What is a Volume
A volume is a persistent storage directory managed by the container runtime. It exists outside the container's overlayfs layers, so data in a volume survives when the container is stopped, restarted, or removed. Without a volume, all data written inside a container is lost when the container is deleted.
How it works
Docker stores volumes at /var/lib/docker/volumes/ on the host. When you create a volume (docker volume create pgdata) or declare one in docker run -v pgdata:/var/lib/postgresql/data, Docker creates a directory on the host and bind-mounts it into the container's filesystem.
Volumes bypass the union filesystem entirely. Reads and writes go directly to the host filesystem, which means volumes have native I/O performance — no copy-on-write overhead.
Named volumes persist until explicitly deleted with docker volume rm.

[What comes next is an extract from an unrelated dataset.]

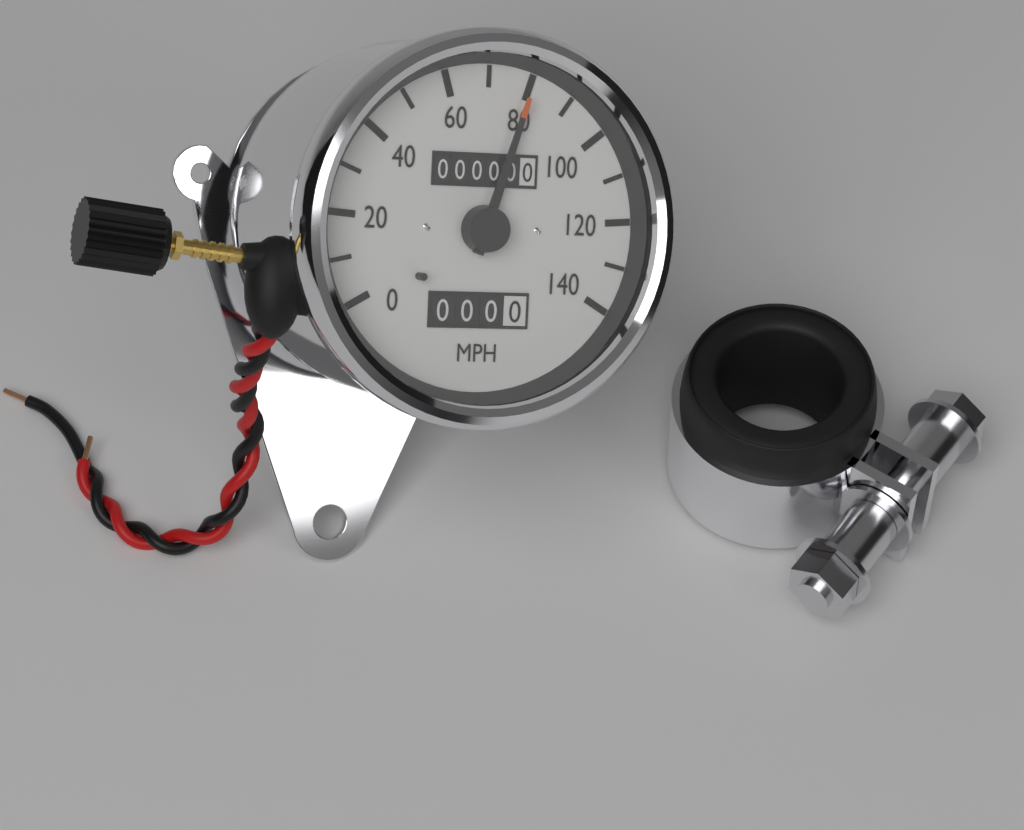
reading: 80 MPH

Anonymous volumes (created without a name) are removed when the container is removed with --rm or docker rm -v.
Volume drivers extend storage beyond the local filesystem. Cloud volume drivers mount network storage (AWS EBS, NFS, GlusterFS) as container volumes, enabling data to persist across hosts.
Why it matters
Containers are ephemeral — their writable layer is temporary by design. Any data that must survive container lifecycle events (database files, upload directories, configuration state) must use a volume. Kubernetes PersistentVolumes and PersistentVolumeClaims are the same concept at orchestration scale.
See How Containers Work for how the writable layer and volumes interact.